Workers place a tarp on a fence in front of...

Workers place a tarp on a fence in front of the statue of former Penn State football coach Joe Paterno before removing it in State College, Pa. The famed statue of Paterno was taken down from outside the Penn State football stadium Sunday, eliminating a key piece of the iconography surrounding the once-sainted football coach accused of burying child sex abuse allegations against a retired assistant. (July 22, 2012) Credit: AP

STATE COLLEGE, Pa. -- The famed statue of Joe Paterno was taken down from outside the Penn State football stadium Sunday as the NCAA announced it would issue sanctions against the university.

Workers lifted the 7-foot-tall statue off its base and used a forklift to move it into Beaver Stadium as 100 to 150 students watched, some chanting, "We are Penn State."

The university said earlier Sunday that it was taking down the statue after a report found the late coach and three other top administrators concealed sex abuse claims against Jerry Sandusky.

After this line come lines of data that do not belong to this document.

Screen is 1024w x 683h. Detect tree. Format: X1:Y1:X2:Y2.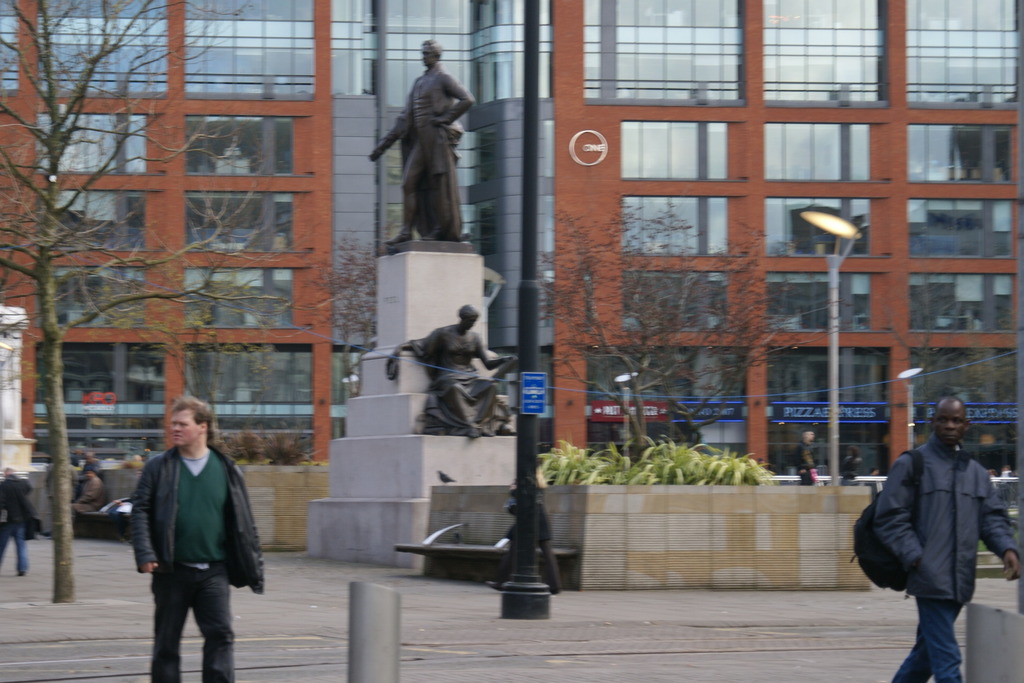
509:191:808:467.
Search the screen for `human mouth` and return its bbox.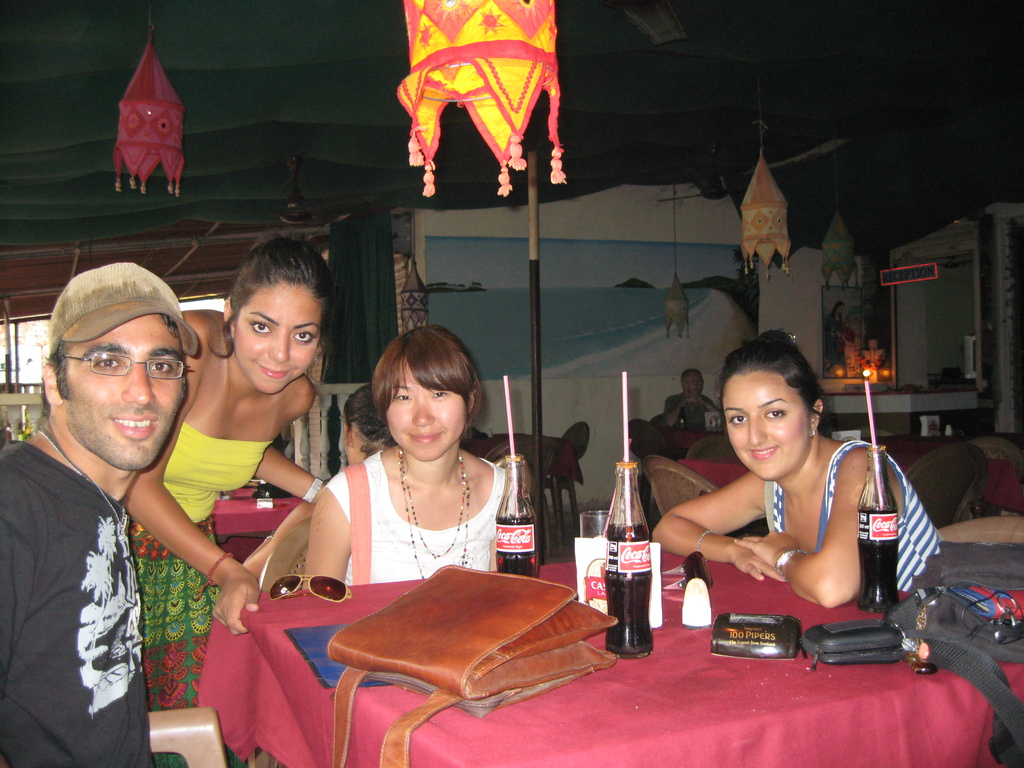
Found: [410,432,444,444].
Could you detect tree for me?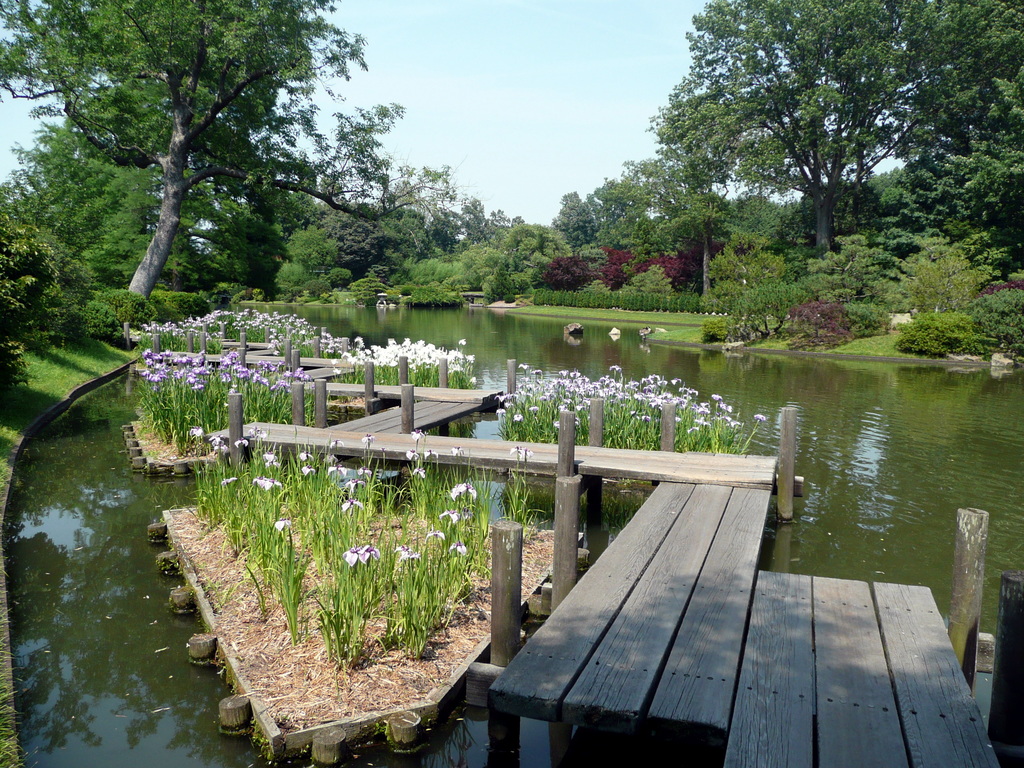
Detection result: select_region(0, 168, 70, 393).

Sandusky was convicted last month of 45 counts of sexual abuse of 10 boys.

Chris Durant, 20, an incoming senior at Penn State from Huntington, said he was glad to see the statue go.

"It helps the university heal as a whole," he said. "This was something that should have probably happened earlier, and I'm glad we can move on from it."

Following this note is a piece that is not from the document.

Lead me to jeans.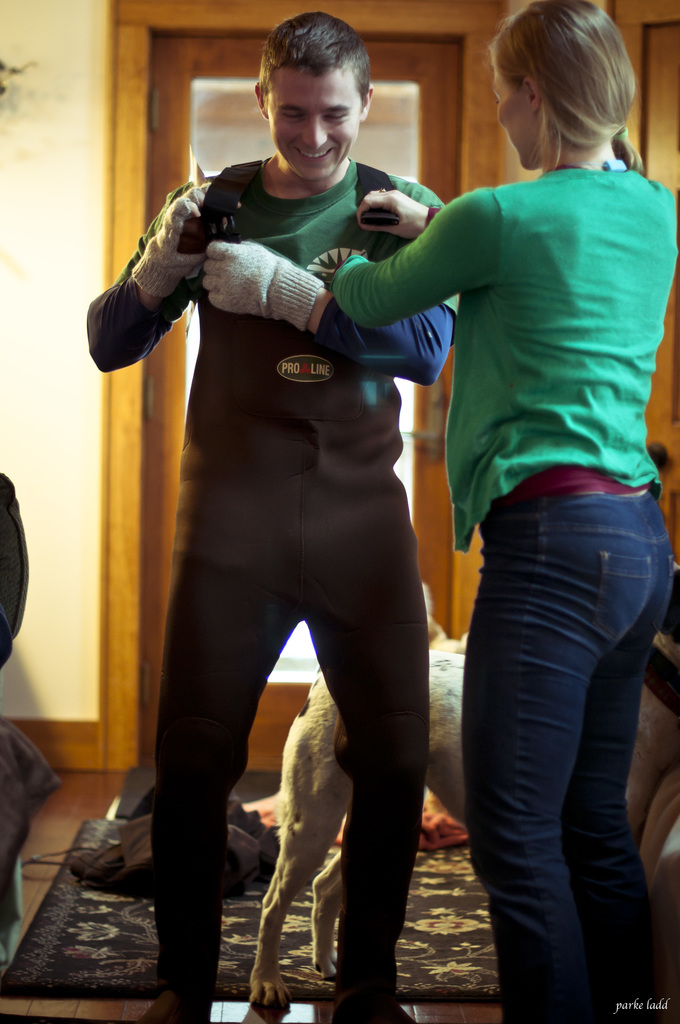
Lead to <box>457,479,671,1021</box>.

Hours after the statue's removal, the Paterno family issued a statement saying that taking it down "does not serve the victims of Jerry Sandusky's horrible crimes or help heal the Penn State community."

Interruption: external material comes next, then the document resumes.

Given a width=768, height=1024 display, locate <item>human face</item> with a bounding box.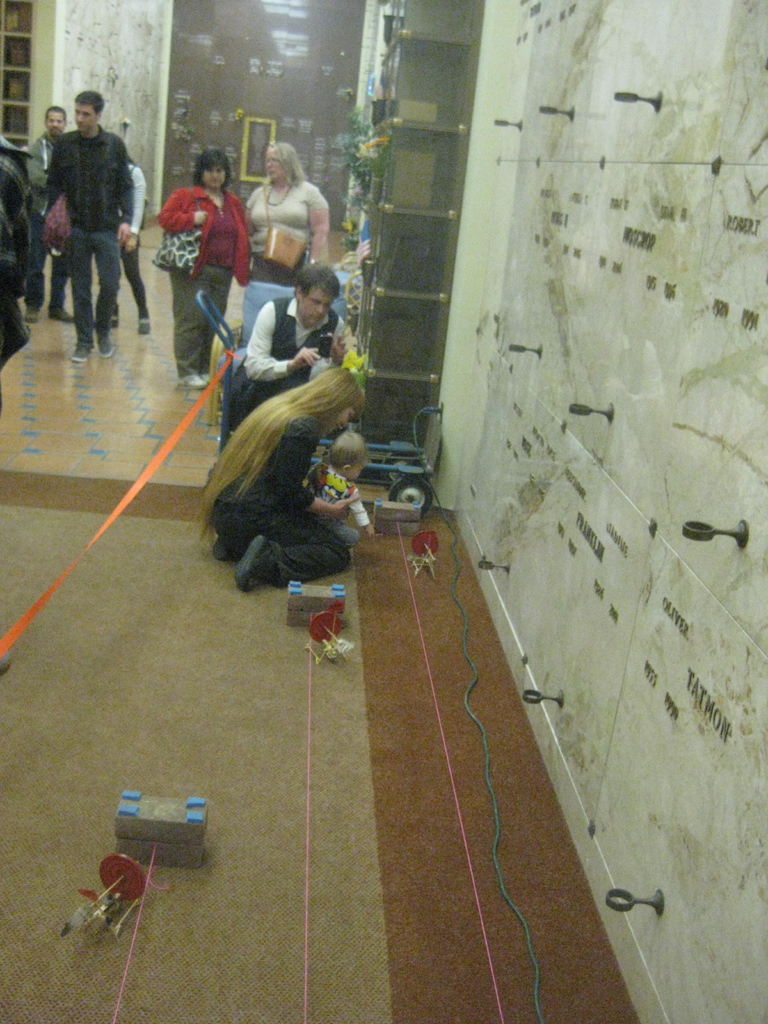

Gayle Barnes, who served on the jury that convicted Sandusky in June, did not agree with the school's decision. "Everybody is coming down on Joe," the longtime resident of State College said. "But Joe is the only one who opened his mouth and said I should have done more."

The statue, weighing more than 900 pounds, was built in 2001 in honor of Paterno's record-setting 324th Division I coaching victory and his "contributions to the university."

The statue's sculptor, Angelo Di Maria, 65, of Reading, Pa., called Sunday's events "devastating."

"I've been preparing myself for the past couple of weeks, and I had a gut feeling that this was going to happen," said Di Maria, who called the statue "the crowning piece of my career."

Penn State president Rod Erickson said he decided to have the statue removed and put into storage because it "has become a source of division and an obstacle to healing."